Exposing observability infrastructure to an LLM requires strict boundaries and [SOC-2 compliant data handling](https://truto.one/zero-data-retention-mcp-servers-building-soc-2-gdpr-compliant-ai-agents/). Truto provides several mechanisms to lock down your Chronosphere MCP servers:

*   **Method Filtering (`config.methods`)**: Restrict the MCP server to `read` operations to entirely eliminate the risk of Claude modifying team configurations or deleting users during an audit.
*   **Tag Filtering (`config.tags`)**: Use integration tags to expose only specific resources.
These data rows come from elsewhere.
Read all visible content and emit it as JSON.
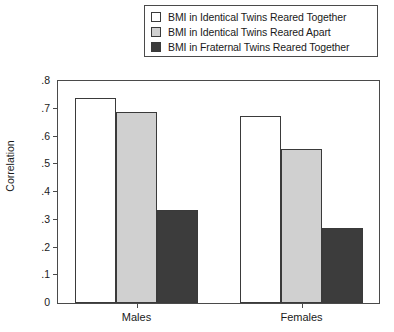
{
  "chart_data": {
    "type": "bar",
    "title": "",
    "xlabel": "",
    "ylabel": "Correlation",
    "categories": [
      "Males",
      "Females"
    ],
    "ylim": [
      0,
      0.8
    ],
    "yticks": [
      "0",
      ".1",
      ".2",
      ".3",
      ".4",
      ".5",
      ".6",
      ".7",
      ".8"
    ],
    "ytick_values": [
      0,
      0.1,
      0.2,
      0.3,
      0.4,
      0.5,
      0.6,
      0.7,
      0.8
    ],
    "grid": false,
    "legend_position": "top-right",
    "series": [
      {
        "name": "BMI in Identical Twins Reared Together",
        "color": "#ffffff",
        "values": [
          0.74,
          0.675
        ]
      },
      {
        "name": "BMI in Identical Twins Reared Apart",
        "color": "#d0d0d0",
        "values": [
          0.69,
          0.555
        ]
      },
      {
        "name": "BMI in Fraternal Twins Reared Together",
        "color": "#3c3c3c",
        "values": [
          0.335,
          0.27
        ]
      }
    ]
  },
  "legend": {
    "items": [
      {
        "label": "BMI in Identical Twins Reared Together",
        "color": "#ffffff"
      },
      {
        "label": "BMI in Identical Twins Reared Apart",
        "color": "#d0d0d0"
      },
      {
        "label": "BMI in Fraternal Twins Reared Together",
        "color": "#3c3c3c"
      }
    ]
  },
  "axes": {
    "y_title": "Correlation",
    "x_categories": [
      "Males",
      "Females"
    ]
  },
  "colors": {
    "border": "#4a4a4a",
    "bar_outline": "#3a3a3a",
    "series_1": "#ffffff",
    "series_2": "#d0d0d0",
    "series_3": "#3c3c3c"
  }
}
By passing `tags: ["teams"]`, you ensure Claude cannot access alerts or dashboards, strictly limiting the scope to organizational structures.
*   **Extra Authentication (`require_api_token_auth`)**: Enable this flag to force the MCP client to pass a valid Truto API token in the `Authorization` header. This prevents unauthorized access even if the MCP URL is leaked in internal logs or chat history.
*   **Automatic Expiration (`expires_at`)**: Set a strict TTL for the server. For example, you can generate a server that expires in 4 hours for a contractor or a temporary incident response agent. Truto's scheduling primitives will automatically purge the token and KV storage entries at the specified time.

> Need to map complex observability structures securely for your AI agents? Let's discuss how Truto's auto-generated MCP servers handle rate limits, schema formatting, and secure authentication out of the box.